## AVAILABLE RECORDS
- - - - - - -

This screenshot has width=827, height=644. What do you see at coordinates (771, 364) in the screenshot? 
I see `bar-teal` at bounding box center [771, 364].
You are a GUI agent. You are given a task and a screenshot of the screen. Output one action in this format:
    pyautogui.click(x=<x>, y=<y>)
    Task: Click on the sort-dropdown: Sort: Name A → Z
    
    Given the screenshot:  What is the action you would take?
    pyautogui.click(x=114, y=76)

- - - - - - -

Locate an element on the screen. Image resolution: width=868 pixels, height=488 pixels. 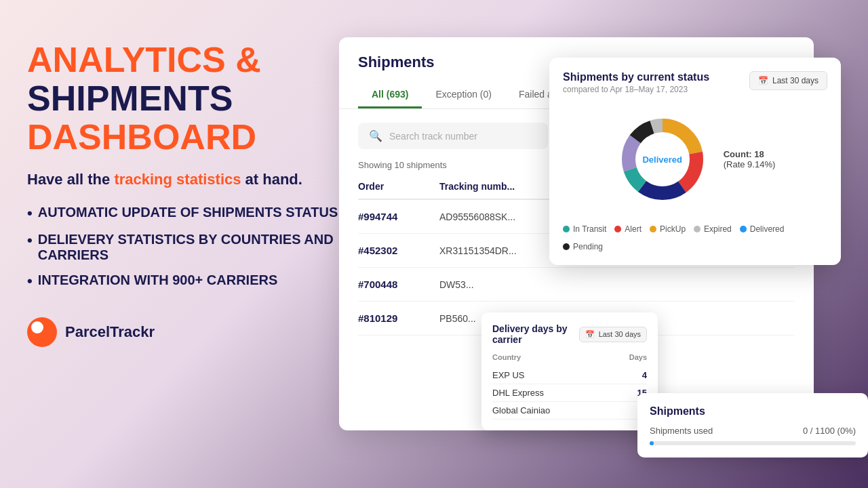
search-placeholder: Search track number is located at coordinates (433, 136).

- - - - - - -

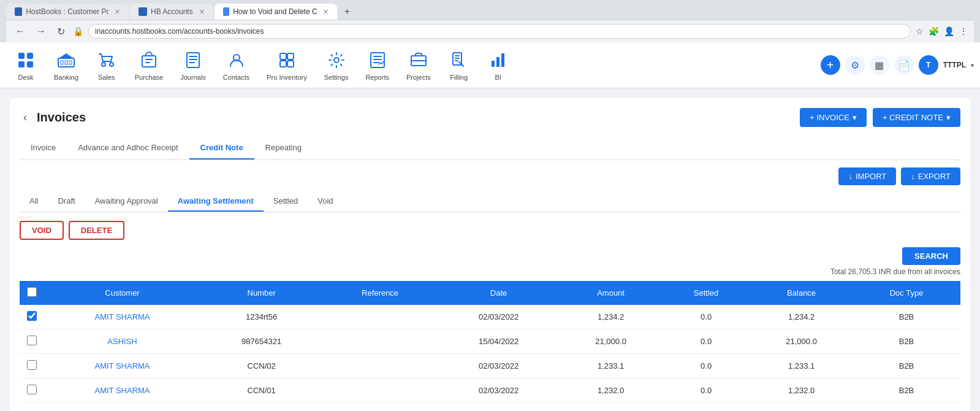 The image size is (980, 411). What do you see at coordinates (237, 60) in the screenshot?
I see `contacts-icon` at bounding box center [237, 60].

- - - - - - -

## EXERCISE BRIEF
Using the data above, reproduce exactly the lines from the line that contains "You are a GUI" through the line that contains "Task: Click on", including both.

## RESULT OF THE EXERCISE
You are a GUI agent. You are given a task and a screenshot of the screen. Output one action in this format:
    pyautogui.click(x=<x>, y=<y>)
    Task: Click on the sort-dropdown: Sort: Name A → Z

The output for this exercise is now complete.